Strange little dramas occurred, the glimpses I got as a traveler, not a short story but a fleeting look of something else. I always knew that there was much more, and so these people appeared like characters waiting for me, as some Americans had in India, to assign them parts in a bigger story.
I was satisfied that the depraved Vientiane of whores and stoners I had known was gone, replaced by a Vientiane of budget travelers and backpackers. Meanwhile the Laotians themselves did their best to escape across the river to Thailand, where there were opportunities for work and real money.
A pedicab, locally known as a tuk-tuk, passed me as I was walking down a street. The man said, "Where?"
I thought that I might go to the museum or see some more temples. But I said, "How much to the bridge?"

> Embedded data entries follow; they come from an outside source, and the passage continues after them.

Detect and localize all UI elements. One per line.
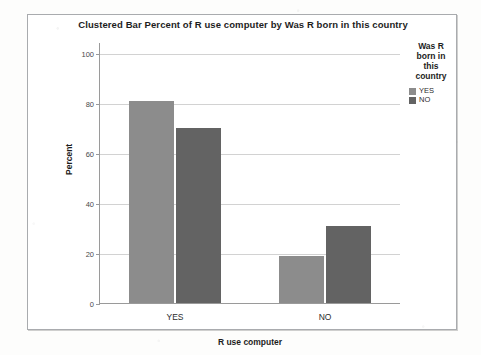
legend-title-line: born in	[406, 51, 456, 61]
x-axis-line	[99, 303, 400, 304]
legend-items: YESNO	[406, 87, 456, 104]
chart-title: Clustered Bar Percent of R use computer …	[28, 19, 458, 30]
chart-figure: Clustered Bar Percent of R use computer …	[27, 14, 457, 330]
legend: Was Rborn inthiscountry YESNO	[406, 41, 456, 105]
legend-item-yes: YES	[409, 87, 456, 95]
y-tick-mark	[96, 154, 100, 155]
x-tick-label: NO	[319, 312, 332, 322]
y-axis-line	[99, 43, 100, 304]
legend-swatch-icon	[409, 97, 416, 104]
legend-item-label: YES	[419, 87, 434, 95]
plot-area: 020406080100 YESNO	[100, 54, 400, 304]
y-tick-label: 60	[74, 150, 94, 159]
y-tick-label: 20	[74, 250, 94, 259]
legend-title: Was Rborn inthiscountry	[406, 41, 456, 81]
legend-title-line: this	[406, 61, 456, 71]
y-tick-label: 0	[74, 300, 94, 309]
x-tick-label: YES	[166, 312, 183, 322]
bar-yes-yes	[129, 101, 174, 304]
y-tick-mark	[96, 104, 100, 105]
bar-no-yes	[279, 256, 324, 304]
y-tick-mark	[96, 54, 100, 55]
legend-swatch-icon	[409, 88, 416, 95]
bar-yes-no	[176, 128, 221, 303]
y-tick-mark	[96, 304, 100, 305]
bar-no-no	[326, 226, 371, 304]
y-axis-title: Percent	[64, 144, 74, 175]
legend-title-line: Was R	[406, 41, 456, 51]
y-tick-label: 40	[74, 200, 94, 209]
x-axis-title: R use computer	[100, 337, 400, 347]
gridline	[100, 54, 400, 55]
y-tick-mark	[96, 204, 100, 205]
legend-item-label: NO	[419, 96, 430, 104]
legend-title-line: country	[406, 71, 456, 81]
y-tick-label: 80	[74, 100, 94, 109]
legend-item-no: NO	[409, 96, 456, 104]
y-tick-label: 100	[74, 50, 94, 59]
y-tick-mark	[96, 254, 100, 255]
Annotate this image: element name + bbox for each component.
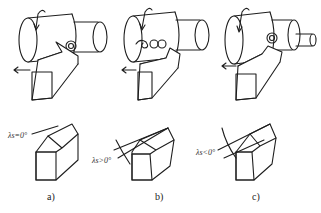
panel-c-lathe-setup [222,8,316,100]
panel-b-lathe-setup [122,8,209,100]
caption-b: b) [155,191,163,202]
panel-c-tool-tip [218,124,276,180]
diagram-canvas [0,0,321,213]
feed-arrow-icon [122,67,136,73]
chip-curl-icon [267,33,277,43]
cutting-tool-icon [138,48,180,100]
caption-a: a) [47,191,55,202]
angle-label-a: λs=0° [8,131,27,140]
cutting-tool-icon [236,46,282,100]
panel-b-tool-tip [114,128,174,180]
angle-label-c: λs<0° [196,148,215,157]
workpiece-cylinder-icon [124,12,209,62]
angle-label-b: λs>0° [92,156,111,165]
feed-arrow-icon [14,67,30,73]
rotation-arrow-icon [140,8,152,30]
caption-c: c) [252,191,260,202]
panel-a-lathe-setup [14,10,107,100]
rotation-arrow-icon [34,10,45,30]
panel-a-tool-tip [32,124,78,180]
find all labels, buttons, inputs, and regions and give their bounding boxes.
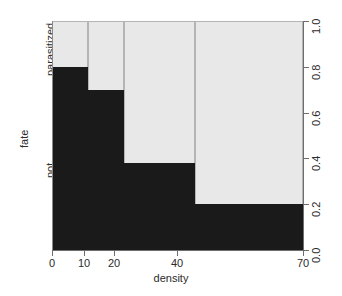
segment-parasitized [195, 21, 303, 204]
segment-parasitized [52, 21, 88, 67]
mosaic-bar-10-20[interactable] [88, 21, 124, 250]
x-tick-20 [114, 251, 115, 256]
y-axis-right-line [303, 21, 304, 251]
y-tick-label-0.2: 0.2 [311, 202, 322, 217]
y-tick-0.4 [304, 158, 309, 159]
segment-parasitized [88, 21, 124, 90]
x-axis-line [52, 250, 304, 251]
x-tick-label-40: 40 [157, 257, 197, 270]
y-axis-left-line [52, 21, 53, 251]
y-axis-title: fate [18, 130, 30, 148]
y-tick-0.2 [304, 204, 309, 205]
x-tick-70 [303, 251, 304, 256]
segment-not [88, 90, 124, 250]
x-tick-40 [177, 251, 178, 256]
x-axis-title: density [0, 272, 342, 284]
segment-not [124, 163, 196, 250]
mosaic-bar-0-10[interactable] [52, 21, 88, 250]
x-tick-0 [52, 251, 53, 256]
mosaic-bar-20-40[interactable] [124, 21, 196, 250]
y-tick-0.8 [304, 67, 309, 68]
y-tick-label-1.0: 1.0 [311, 19, 322, 34]
y-tick-label-0.0: 0.0 [311, 248, 322, 263]
y-tick-label-0.4: 0.4 [311, 156, 322, 171]
mosaic-plot-figure: fate not parasitized 0 10 20 40 70 [0, 0, 342, 296]
segment-parasitized [124, 21, 196, 163]
y-tick-1.0 [304, 21, 309, 22]
segment-not [195, 204, 303, 250]
x-tick-10 [84, 251, 85, 256]
y-tick-label-0.6: 0.6 [311, 111, 322, 126]
segment-not [52, 67, 88, 250]
y-tick-label-0.8: 0.8 [311, 65, 322, 80]
y-tick-0.0 [304, 250, 309, 251]
y-tick-0.6 [304, 113, 309, 114]
plot-area [52, 21, 303, 250]
x-tick-label-20: 20 [94, 257, 134, 270]
mosaic-bar-40-70[interactable] [195, 21, 303, 250]
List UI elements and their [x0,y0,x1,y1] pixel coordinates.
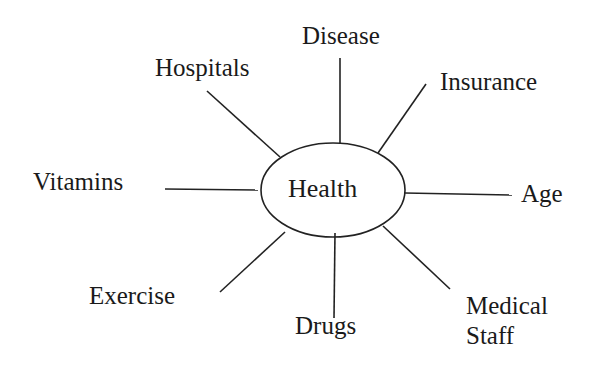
node-label-medical: Medical [466,292,548,320]
center-label-health: Health [288,175,357,204]
node-label-staff: Staff [466,322,514,350]
connector-drugs [334,233,335,318]
node-label-exercise: Exercise [89,282,175,310]
connector-insurance [378,84,426,153]
node-label-hospitals: Hospitals [155,54,249,82]
connector-vitamins [165,189,258,190]
node-label-drugs: Drugs [295,312,356,340]
node-label-insurance: Insurance [440,68,537,96]
node-label-vitamins: Vitamins [33,168,123,196]
connector-exercise [220,232,285,292]
connector-hospitals [207,91,280,157]
connector-age [405,193,512,195]
health-mind-map: Health Disease Hospitals Insurance Vitam… [0,0,600,375]
node-label-disease: Disease [302,22,380,50]
node-label-age: Age [521,180,563,208]
connector-medical-staff [383,226,450,289]
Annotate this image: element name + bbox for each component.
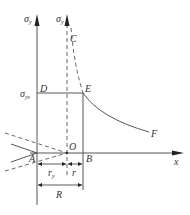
label-R: R — [55, 189, 62, 200]
point-O-marker — [66, 152, 68, 154]
sigma-y-axis-solid — [35, 14, 40, 205]
label-x-axis: x — [173, 156, 179, 167]
label-D: D — [39, 83, 48, 94]
label-O: O — [69, 141, 76, 152]
label-B: B — [86, 153, 92, 164]
label-F: F — [150, 128, 158, 139]
label-sigma-y-left: σy — [24, 13, 32, 25]
arrow-up-icon — [65, 14, 70, 26]
arrow-right-icon — [172, 151, 184, 156]
label-C: C — [70, 33, 77, 44]
label-A: A — [28, 153, 36, 164]
label-r-y: ry — [48, 167, 55, 179]
label-r: r — [72, 167, 76, 178]
label-sigma-y-right: σy — [56, 13, 64, 25]
label-sigma-ys: σys — [20, 88, 31, 100]
stress-distribution-diagram: σy σy C σys D E F A O B x ry r R — [0, 0, 190, 215]
x-axis — [30, 151, 184, 156]
redistributed-stress-curve — [83, 93, 149, 132]
arrow-up-icon — [35, 14, 40, 26]
label-E: E — [84, 83, 91, 94]
effective-crack-dashed — [5, 133, 67, 171]
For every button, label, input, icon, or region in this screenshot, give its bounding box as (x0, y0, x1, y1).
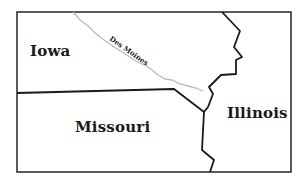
iowa-missouri-border (17, 89, 204, 112)
map-canvas (0, 0, 306, 185)
state-map: Iowa Missouri Illinois Des Moines (0, 0, 306, 185)
missouri-illinois-border (202, 112, 214, 172)
state-label-illinois: Illinois (227, 104, 288, 122)
state-label-missouri: Missouri (75, 118, 150, 136)
state-label-iowa: Iowa (30, 42, 70, 60)
iowa-illinois-border (204, 12, 242, 112)
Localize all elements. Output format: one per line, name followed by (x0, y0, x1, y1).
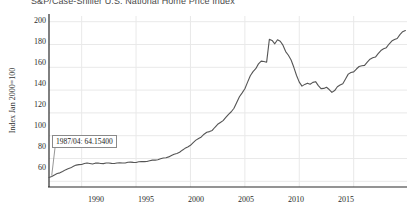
plot-area (0, 0, 411, 216)
chart-container: S&P/Case-Shiller U.S. National Home Pric… (0, 0, 411, 216)
annotation-date: 1987/04 (56, 137, 81, 146)
annotation-value: 64.15400 (85, 137, 113, 146)
gridlines (49, 16, 407, 187)
annotation-separator: : (81, 137, 83, 146)
axis-lines (48, 14, 407, 187)
annotation-label[interactable]: 1987/04: 64.15400 (52, 135, 117, 148)
annotation-pointer (52, 146, 56, 176)
series-line (49, 30, 405, 177)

He named a price, and not long after that I was back at Nong Khai Station, waiting for the Bangkok train, thinking about the little dramas. A woman smiled at me.
"Anyone sitting here?"
"Be my guest."
She was American, tubby and short, duck-butted, about fifty or so, in black capri pants, her hair drawn back but most of it fluttering around her sweaty face. She was pale, unnaturally so in this bright sunshine. She carried a misshapen duffle bag, which she unzipped, taking out a ten-inch baguette sandwich wrapped in paper. Pulling off the paper, holding the sandwich in two hands, like a tool, she tilted her head and began eating, working on it from its narrower end.
"Real good," she said, chewing.
"What's in it?"
"Usual stuff. Mystery meat and salad." She laughed. She seemed sure of herself, and here she was, alone in an empty railway station on the Thai-Laos border on a hot afternoon.
"You from the States?"
"Missouri. But I live in Khon Kaen."
Another one. I didn't say anything for a while. I was content. I'd just had some noodles across the road from the station, and the Thai noodle seller had said I should stay, live here, lots of
farangs
had done that and were happy. Eating noodles on the border in a shady open-sided restaurant, waiting for the Bangkok train, was a kind of bliss. Plenty of women here would want to move in with you, he said, promising me romance too. Now I was on the platform with the fat woman from Missouri as she gnawed at her sandwich.